Further highlights of I Play My Bass Loud include “Pussy Riot,” an ode to the Russian revolutionary art troupe penned around the time of their 2012 arrest, featured in The Raincoats’ set list, and now remixed and restructured by Da Silva with brilliant kitchen sink clatter. In addition, longtime Raincoats fan Thurston Moore contributed guitar to “Let’s Go Crazy” and “Wish I Was You,” while the explosive title track features no less than five female bassists, including The Modettes’ Jane Crockford and Emily Elhaj, bassist for Angel Olsen (with whom The Raincoats collaborated in 2016).
“I always thought, if I open my big bay window upstairs and play my bass, I’m not some groovy young rapper,” says Birch. “I’m this old white woman playing my bass guitar out of my window.

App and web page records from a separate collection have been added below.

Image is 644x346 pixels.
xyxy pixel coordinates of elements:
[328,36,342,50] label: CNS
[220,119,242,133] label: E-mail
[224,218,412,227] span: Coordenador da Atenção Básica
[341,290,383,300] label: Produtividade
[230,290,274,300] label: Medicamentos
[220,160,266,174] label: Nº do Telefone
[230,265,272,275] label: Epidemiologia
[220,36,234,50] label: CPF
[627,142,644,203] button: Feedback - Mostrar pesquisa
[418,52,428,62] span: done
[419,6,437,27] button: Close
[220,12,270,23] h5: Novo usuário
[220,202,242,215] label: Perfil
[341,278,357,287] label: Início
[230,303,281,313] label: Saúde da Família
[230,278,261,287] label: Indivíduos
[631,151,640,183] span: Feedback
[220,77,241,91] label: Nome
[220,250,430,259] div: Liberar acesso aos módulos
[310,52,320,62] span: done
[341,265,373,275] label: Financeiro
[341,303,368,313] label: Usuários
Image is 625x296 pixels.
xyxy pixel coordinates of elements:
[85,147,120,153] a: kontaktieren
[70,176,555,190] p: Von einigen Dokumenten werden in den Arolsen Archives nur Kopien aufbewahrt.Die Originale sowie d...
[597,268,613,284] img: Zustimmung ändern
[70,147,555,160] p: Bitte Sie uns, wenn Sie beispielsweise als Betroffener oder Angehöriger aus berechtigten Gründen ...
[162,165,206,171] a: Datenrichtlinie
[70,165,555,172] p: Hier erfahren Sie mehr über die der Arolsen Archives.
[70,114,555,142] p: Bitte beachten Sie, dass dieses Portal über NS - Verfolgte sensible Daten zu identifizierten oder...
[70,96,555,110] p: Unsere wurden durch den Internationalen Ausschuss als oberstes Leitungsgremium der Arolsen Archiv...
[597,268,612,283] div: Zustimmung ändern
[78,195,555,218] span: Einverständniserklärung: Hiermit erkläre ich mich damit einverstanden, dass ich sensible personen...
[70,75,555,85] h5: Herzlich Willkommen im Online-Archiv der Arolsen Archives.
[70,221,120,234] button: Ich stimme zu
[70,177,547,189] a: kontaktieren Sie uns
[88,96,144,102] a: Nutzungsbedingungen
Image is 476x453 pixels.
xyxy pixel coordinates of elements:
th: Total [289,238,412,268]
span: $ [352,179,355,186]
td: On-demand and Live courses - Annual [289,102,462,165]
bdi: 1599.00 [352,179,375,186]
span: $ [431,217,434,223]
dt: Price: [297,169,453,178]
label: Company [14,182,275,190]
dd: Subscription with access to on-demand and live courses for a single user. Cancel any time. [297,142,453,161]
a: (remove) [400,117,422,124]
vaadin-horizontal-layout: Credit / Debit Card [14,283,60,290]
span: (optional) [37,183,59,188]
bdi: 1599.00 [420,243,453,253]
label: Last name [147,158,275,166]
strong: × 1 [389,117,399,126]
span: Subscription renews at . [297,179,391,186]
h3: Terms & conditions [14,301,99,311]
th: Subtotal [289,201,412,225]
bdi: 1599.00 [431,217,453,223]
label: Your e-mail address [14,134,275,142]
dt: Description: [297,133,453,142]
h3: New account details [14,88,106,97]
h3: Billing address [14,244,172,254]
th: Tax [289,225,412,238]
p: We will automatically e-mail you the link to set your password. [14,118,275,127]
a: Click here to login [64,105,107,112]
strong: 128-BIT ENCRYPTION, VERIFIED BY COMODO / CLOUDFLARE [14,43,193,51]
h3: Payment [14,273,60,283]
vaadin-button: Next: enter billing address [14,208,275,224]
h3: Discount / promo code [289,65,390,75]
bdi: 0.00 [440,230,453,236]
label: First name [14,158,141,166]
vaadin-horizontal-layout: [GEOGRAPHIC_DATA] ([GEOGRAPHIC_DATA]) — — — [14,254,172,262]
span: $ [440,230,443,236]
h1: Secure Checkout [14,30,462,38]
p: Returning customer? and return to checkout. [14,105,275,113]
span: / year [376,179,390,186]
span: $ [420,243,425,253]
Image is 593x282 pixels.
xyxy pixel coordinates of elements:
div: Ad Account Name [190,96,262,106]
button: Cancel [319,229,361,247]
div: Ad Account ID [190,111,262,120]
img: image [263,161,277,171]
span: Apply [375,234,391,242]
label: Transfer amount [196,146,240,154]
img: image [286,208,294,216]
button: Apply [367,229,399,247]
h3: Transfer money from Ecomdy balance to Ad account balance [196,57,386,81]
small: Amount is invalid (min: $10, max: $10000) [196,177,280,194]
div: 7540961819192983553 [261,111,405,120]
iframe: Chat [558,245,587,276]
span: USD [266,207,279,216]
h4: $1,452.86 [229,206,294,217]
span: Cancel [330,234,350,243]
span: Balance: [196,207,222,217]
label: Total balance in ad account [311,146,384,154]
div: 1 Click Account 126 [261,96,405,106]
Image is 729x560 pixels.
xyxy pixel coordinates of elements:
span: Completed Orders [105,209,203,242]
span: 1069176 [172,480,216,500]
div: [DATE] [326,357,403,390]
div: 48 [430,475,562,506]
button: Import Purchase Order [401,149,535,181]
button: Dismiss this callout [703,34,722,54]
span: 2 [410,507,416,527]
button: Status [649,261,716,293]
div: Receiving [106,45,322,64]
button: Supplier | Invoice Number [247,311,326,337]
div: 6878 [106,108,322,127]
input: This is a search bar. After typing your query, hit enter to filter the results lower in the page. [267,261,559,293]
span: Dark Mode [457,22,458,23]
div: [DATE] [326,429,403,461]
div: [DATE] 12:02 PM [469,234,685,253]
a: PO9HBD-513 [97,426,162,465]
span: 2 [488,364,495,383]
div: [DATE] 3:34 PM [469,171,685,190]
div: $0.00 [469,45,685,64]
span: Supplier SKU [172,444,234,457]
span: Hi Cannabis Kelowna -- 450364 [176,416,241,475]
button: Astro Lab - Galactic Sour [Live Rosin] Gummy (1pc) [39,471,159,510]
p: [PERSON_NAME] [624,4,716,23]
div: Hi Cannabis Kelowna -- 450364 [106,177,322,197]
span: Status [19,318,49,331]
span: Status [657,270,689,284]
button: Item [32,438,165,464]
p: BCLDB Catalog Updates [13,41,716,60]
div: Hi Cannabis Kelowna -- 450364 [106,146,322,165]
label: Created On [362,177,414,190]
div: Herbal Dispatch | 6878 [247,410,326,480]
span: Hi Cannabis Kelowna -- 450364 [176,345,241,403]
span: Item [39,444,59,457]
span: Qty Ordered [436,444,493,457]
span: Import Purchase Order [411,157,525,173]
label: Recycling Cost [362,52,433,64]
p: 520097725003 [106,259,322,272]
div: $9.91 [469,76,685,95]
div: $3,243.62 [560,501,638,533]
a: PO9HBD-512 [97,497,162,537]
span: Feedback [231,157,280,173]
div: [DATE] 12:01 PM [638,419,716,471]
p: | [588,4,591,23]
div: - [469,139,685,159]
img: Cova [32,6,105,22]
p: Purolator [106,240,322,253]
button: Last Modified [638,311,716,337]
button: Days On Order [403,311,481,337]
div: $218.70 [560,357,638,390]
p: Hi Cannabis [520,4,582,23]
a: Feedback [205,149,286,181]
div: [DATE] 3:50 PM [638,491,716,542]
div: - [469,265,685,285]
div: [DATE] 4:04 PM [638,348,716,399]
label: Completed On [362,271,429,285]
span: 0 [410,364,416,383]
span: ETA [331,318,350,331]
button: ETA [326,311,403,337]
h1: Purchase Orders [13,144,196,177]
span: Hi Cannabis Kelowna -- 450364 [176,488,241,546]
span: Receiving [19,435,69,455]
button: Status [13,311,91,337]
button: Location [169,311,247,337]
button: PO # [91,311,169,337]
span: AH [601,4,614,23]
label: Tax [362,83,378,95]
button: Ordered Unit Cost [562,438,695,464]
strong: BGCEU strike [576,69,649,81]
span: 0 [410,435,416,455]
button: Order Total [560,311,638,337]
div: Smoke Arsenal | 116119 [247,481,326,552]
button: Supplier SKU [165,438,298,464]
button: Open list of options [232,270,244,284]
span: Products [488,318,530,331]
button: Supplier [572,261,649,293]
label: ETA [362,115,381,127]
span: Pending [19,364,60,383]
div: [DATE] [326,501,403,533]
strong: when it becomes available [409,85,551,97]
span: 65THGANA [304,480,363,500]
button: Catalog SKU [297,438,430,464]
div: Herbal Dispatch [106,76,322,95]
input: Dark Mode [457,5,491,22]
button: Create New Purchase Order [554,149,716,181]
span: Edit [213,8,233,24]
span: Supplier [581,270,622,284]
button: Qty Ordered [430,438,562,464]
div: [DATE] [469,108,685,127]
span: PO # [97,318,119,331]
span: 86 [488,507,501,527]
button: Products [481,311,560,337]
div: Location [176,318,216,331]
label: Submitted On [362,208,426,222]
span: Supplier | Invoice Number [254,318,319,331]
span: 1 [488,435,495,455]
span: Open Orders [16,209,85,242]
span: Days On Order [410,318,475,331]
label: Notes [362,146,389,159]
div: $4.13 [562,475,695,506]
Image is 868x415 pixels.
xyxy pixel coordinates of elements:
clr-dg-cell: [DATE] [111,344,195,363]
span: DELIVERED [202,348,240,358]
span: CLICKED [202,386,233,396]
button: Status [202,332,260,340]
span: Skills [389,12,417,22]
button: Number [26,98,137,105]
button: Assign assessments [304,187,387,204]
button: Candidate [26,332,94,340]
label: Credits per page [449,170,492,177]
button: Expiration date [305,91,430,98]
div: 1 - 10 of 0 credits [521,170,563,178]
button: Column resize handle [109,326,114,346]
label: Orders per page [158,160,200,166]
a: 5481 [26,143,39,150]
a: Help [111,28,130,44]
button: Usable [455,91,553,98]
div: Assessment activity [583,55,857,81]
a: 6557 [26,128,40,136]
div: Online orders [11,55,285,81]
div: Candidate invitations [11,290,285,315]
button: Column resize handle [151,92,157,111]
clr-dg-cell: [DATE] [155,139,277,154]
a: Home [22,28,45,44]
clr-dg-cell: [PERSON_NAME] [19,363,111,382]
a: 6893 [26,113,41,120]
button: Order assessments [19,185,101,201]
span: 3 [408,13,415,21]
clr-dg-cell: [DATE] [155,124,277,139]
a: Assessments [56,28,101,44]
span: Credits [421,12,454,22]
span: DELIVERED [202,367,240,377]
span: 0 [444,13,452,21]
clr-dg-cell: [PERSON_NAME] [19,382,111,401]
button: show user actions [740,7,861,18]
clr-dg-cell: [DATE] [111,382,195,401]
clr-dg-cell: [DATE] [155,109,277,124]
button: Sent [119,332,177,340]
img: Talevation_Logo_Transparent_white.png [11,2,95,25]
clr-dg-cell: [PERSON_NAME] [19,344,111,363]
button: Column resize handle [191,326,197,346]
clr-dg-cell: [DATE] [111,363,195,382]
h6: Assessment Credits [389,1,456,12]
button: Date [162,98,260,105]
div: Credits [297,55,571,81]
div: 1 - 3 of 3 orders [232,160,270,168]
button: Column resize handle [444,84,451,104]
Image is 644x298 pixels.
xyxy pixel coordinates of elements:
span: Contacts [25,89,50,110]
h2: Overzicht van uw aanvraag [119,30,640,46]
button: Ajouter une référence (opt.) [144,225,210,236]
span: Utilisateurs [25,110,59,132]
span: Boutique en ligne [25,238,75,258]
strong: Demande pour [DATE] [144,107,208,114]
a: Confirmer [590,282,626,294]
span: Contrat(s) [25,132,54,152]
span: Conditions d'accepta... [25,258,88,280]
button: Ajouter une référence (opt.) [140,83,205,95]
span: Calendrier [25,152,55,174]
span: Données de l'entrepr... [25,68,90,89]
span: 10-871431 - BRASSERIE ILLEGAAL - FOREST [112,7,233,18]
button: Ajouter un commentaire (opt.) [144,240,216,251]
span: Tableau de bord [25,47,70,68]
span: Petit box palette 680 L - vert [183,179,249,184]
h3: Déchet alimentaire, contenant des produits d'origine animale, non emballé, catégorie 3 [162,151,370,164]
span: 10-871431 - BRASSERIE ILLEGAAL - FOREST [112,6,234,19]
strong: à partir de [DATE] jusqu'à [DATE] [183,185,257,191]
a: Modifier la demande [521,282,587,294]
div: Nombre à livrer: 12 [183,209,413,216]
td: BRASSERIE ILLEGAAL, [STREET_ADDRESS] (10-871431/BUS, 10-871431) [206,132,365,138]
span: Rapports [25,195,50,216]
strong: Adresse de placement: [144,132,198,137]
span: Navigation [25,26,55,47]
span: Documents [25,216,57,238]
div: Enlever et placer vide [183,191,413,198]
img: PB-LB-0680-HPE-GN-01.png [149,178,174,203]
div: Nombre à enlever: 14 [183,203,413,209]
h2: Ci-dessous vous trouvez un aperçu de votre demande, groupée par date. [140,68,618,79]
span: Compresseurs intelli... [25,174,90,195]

I just want to stick my head out and yell down the street: HELL, I’M HERE, AND I’M PLAYING MY BASS LOUD!”
Along with her eclectic musical output, Birch has proven a gifted filmmaker, directing videos for The Raincoats, as well as such like-minded artists as The Libertines, New Order, Beth Orton, and more. In recent years, Birch has committed herself to painting, creating a growing body of work that saw her illustrate a recent book of Sharon Van Etten’s lyrics. Birch continues to push her creative spirit in new directions, staging her first solo painting show earlier this year at Gallery 46 in Whitechapel, London. Now, with I Play My Bass Loud – the striking artwork for which features a powerful Birch painting entitled “Loneliness” – Gina Birch offers the most potent display thus far of her singular voice and one-of-a-kind artistic vision.
“It’s like a dream come true,” Birch says. “I’ve been working hard in my artist’s garret, mostly painting, but always writing songs. An idea forms in my head and I write it or paint it, and now it seems, these ideas are blooming wildly, reaching over the wall! I have a solo album coming out and a solo painting show. Almost simultaneously. It is so great.”